Heads turned. Conversations didn't just pause this time; some ceased entirely, replaced by watchful silence. The whispers were still there, frantic currents beneath the surface noise, but the tone had subtly shifted. Yesterday's open mockery, the blatant disdain fueled by jealousy over his status and his wife, had curdled into something more complex. Wary curiosity. Grudging acknowledgment. Resentment, perhaps, now sharpened by the undeniable fact that the 'drab duckling' had taken a notoriously dangerous contract – the Cursed Wool – and walked back out, apparently unscathed, leaving terrified scavengers in his wake (news, Lloyd suspected, traveled fast on the Guild grapevine, likely embellished with every telling).
Perception management, stage one: complete, Lloyd thought, a flicker of grim satisfaction warming him despite the ever-present need for more System Coins. They don't have to like me. They just need to stop assuming I'm helpless prey. He scanned the hall, noting the hardened adventurers who now met his gaze with neutral assessment rather than dismissal, the younger hopefuls whose sneers were replaced by uncertain frowns. Even the air of jealousy felt different – less dismissive, more… grudgingly intense. Good. Let them wonder.

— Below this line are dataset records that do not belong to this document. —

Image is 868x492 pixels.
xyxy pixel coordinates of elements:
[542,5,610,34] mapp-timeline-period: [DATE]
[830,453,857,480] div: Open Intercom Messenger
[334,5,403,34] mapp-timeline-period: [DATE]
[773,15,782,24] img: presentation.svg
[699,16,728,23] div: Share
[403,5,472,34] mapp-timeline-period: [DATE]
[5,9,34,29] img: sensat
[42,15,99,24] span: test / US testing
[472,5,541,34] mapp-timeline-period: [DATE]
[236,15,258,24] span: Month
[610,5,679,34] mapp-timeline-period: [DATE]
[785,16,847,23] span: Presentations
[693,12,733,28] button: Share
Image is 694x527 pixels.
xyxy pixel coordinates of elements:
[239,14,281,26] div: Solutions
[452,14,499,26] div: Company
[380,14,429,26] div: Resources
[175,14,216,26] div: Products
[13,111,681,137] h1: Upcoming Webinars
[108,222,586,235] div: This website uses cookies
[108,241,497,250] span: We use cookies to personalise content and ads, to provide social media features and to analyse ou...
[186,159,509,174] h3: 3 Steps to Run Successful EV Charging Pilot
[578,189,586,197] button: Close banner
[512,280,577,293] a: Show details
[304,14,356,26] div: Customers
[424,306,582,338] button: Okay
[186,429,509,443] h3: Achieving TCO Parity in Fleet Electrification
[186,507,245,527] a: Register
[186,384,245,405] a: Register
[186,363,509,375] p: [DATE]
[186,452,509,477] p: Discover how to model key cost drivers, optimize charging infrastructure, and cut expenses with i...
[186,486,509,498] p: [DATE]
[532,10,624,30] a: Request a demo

He walked directly towards the main counter, his stride measured, confident. The same young clerk with the ink-stained fingers was on duty, looking perpetually harassed by the demands of a dozen adventurers clamoring for attention. As Lloyd approached, the clerk looked up, recognized him instantly, and his reaction was telling. No wide-eyed alarm this time. No panicked warnings or desperate attempts to dissuade him. Just a flicker of surprise at his quick return, immediately masked by professional efficiency. The clerk straightened slightly, offering a brief, almost imperceptible nod – not of deference, exactly, but of acknowledgment. An acknowledgment that Lloyd Ferrum, against all odds, was apparently capable of handling himself, at least sufficiently to survive a trip into cursed territory.